AI analysis available. Enable JavaScript to interact.

About this line

"I watched them from the window, thy children at their play,..."

This evocative piece by Arthur Hugh Clough, titled "Thoughts of Home.1", represents a masterful exploration of classic. The lines capture a profound emotional resonance... ### Why We Love This Line At Linespedia, we believe that poetry is the ultimate sanctuary for the soul...

Attribution & Rights

Author:Arthur Hugh Clough

"I watched them from the window, thy children at th..." by Arthur Hugh Clough

For usage rights, copyright concerns, or to report an issue with this content, please visit our Copyright & Report page.

Related lines

"Cease, empty Faith, the Spectrum saith,     I was, and lo, have been;     I, God, am nought: a shade of thought,     Which, but by darkness see"

"These are the words of Jacobs wives, the words     Which Leah spake and Rachel to his ears,     When, in the shade at eventide, he sat     By"

"To spend uncounted years of pain,     Again, again, and yet again,     In working out in heart and brain     The problem of our being here;"

"On grass, on gravel, in the sun,     Or now beneath the shade,     They went, in pleasant Kensington,     A prentice and a maid.     That Sun"

"Here morning in the ploughman's songs is met     Ere yet one footstep shows in all the sky,     And twilight in the east, a doubt as yet,     S"

"The Text is taken from Percy's Reliques (1765), vol. i. p. 71, 'given from two MS. copies, transmitted from Scotland.' Herd had a very similar bal"

Arthur Hugh Clough

About Arthur Hugh Clough

Arthur Hugh Clough (1819–1861) was an English poet whose work explores Victorian doubt and moral uncertainty.
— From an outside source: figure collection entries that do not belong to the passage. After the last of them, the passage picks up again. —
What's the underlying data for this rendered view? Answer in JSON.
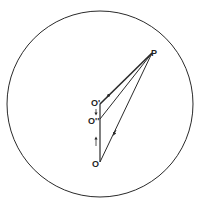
{
  "diagram": {
    "labels": {
      "P": "P",
      "O_prime": "O'",
      "O_double_prime": "O''",
      "O": "O"
    },
    "colors": {
      "stroke": "#2a2a2a",
      "background": "#ffffff"
    },
    "circle": {
      "cx": 100,
      "cy": 104,
      "r": 93
    },
    "points": {
      "P": [
        152,
        53
      ],
      "O_prime": [
        100,
        104
      ],
      "O_double_prime": [
        100,
        119
      ],
      "O": [
        100,
        162
      ]
    }
  }
}
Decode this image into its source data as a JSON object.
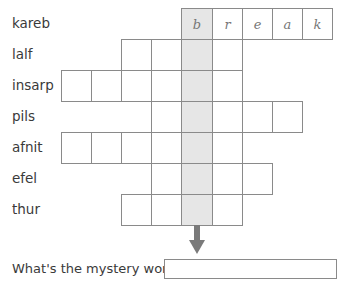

His poems "Say Not the Struggle Naught Availeth" and "The Latest Decalogue" are sharp, thoughtful, and still widely anthologized.

Full Bibliography
Continue Reading

"Cease, empty Faith, the Spectrum saith,     I was,..."

Weekly Poetic Insight

Join our literary Sanctuary

Get the most inspiring lines, poetic analysis, and secret shayaris delivered to your inbox every Sunday.